Released December 2005

Easier access to treatment for young arthritis sufferers, urges charity

The Arthritis Research Campaign is calling for effective new treatment to be made available for a form of inflammatory arthritis that affects young men, during its winter awareness week (January 3-8 2006).

Ankylosing spondylitis (AS) is one of the few types of arthritis to affect more men than women and to occur in people in their late teens and early twenties. Around 60,000 people in the UK are affected. The main symptoms are excruciating pain in the lower back, which leads to progressive stiffness, restricted movement and lack of mobility. It also causes crippling fatigue.

Patients with severe disease, around ten per cent of sufferers, are known to benefit enormously from a breakthrough treatment called anti-TNF therapy, which has been licensed for AS since 2003 but is not expected to be reviewed by NICE until February 2007.

That means that hospital trusts and primary care trusts in England, Wales and Northern Ireland are not required to fund the treatment, which costs around £10,000 per patient per year. In Scotland, the Scottish Medicines Consortium has just recommended the use of infliximab and etanercept for ankylosing spondylitis.

But according to the Arthritis Research Campaign (arc), whose scientists developed anti-TNF therapy in the 1990s, although some trusts are making funding available, the overall picture is very patchy, leaving many people with AS unable to access drugs which could transform their lives.

"Some patients are lucky enough to get this treatment but many other AS sufferers are not so fortunate. We would urge NICE to speed up its approval process so that other people can benefit from the extraordinary transformation that these drugs can bring to AS patients,"said Professor Paul Wordsworth of arc.

"We are having to battle for every patient and it's completely inappropriate to apply the NICE guidelines in this way; to exclude clinicians from using proven and licensed agents which have very good trial data. Most people with AS are of working age who have to give up work and go onto on State benefits. If they got the treatment they needed and which is available, many would be able to go back to work."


◆ Work request
How many lines in the records below contain "blastocoel"? Reply with the number only.

◆ Dataset entries
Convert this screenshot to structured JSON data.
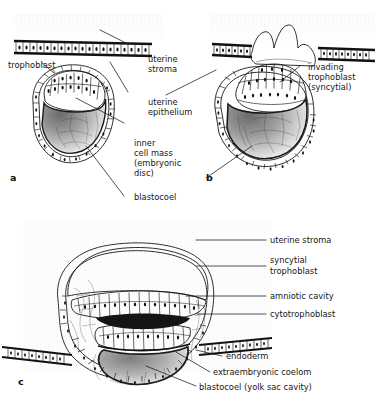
{
  "figure": {
    "title_faint": "",
    "panels": [
      {
        "id": "a",
        "letter": "a",
        "caption": "Blastocyst apposed to uterine epithelium before implantation"
      },
      {
        "id": "b",
        "letter": "b",
        "caption": "Blastocyst invading the uterine epithelium"
      },
      {
        "id": "c",
        "letter": "c",
        "caption": "Implanted embryo with amniotic cavity and yolk sac"
      }
    ],
    "labels_panel_a": [
      {
        "id": "trophoblast",
        "text": "trophoblast"
      }
    ],
    "labels_center": [
      {
        "id": "uterine-stroma",
        "line1": "uterine",
        "line2": "stroma"
      },
      {
        "id": "uterine-epithelium",
        "line1": "uterine",
        "line2": "epithelium"
      },
      {
        "id": "inner-cell-mass",
        "line1": "inner",
        "line2": "cell mass",
        "line3": "(embryonic",
        "line4": "disc)"
      },
      {
        "id": "blastocoel",
        "text": "blastocoel"
      }
    ],
    "labels_panel_b": [
      {
        "id": "invading-trophoblast",
        "line1": "invading",
        "line2": "trophoblast",
        "line3": "(syncytial)"
      }
    ],
    "labels_panel_c": [
      {
        "id": "uterine-stroma-c",
        "text": "uterine stroma"
      },
      {
        "id": "syncytial-trophoblast",
        "line1": "syncytial",
        "line2": "trophoblast"
      },
      {
        "id": "amniotic-cavity",
        "text": "amniotic cavity"
      },
      {
        "id": "cytotrophoblast",
        "text": "cytotrophoblast"
      },
      {
        "id": "endoderm",
        "text": "endoderm"
      },
      {
        "id": "extraembryonic-coelom",
        "text": "extraembryonic coelom"
      },
      {
        "id": "blastocoel-yolk",
        "text": "blastocoel (yolk sac cavity)"
      }
    ],
    "colors": {
      "ink": "#1a1a1a",
      "paper": "#ffffff",
      "stroma_stipple": "#b9b9b9",
      "shading_dark": "#4a4a4a"
    }
  }
}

◆ Exercise result
4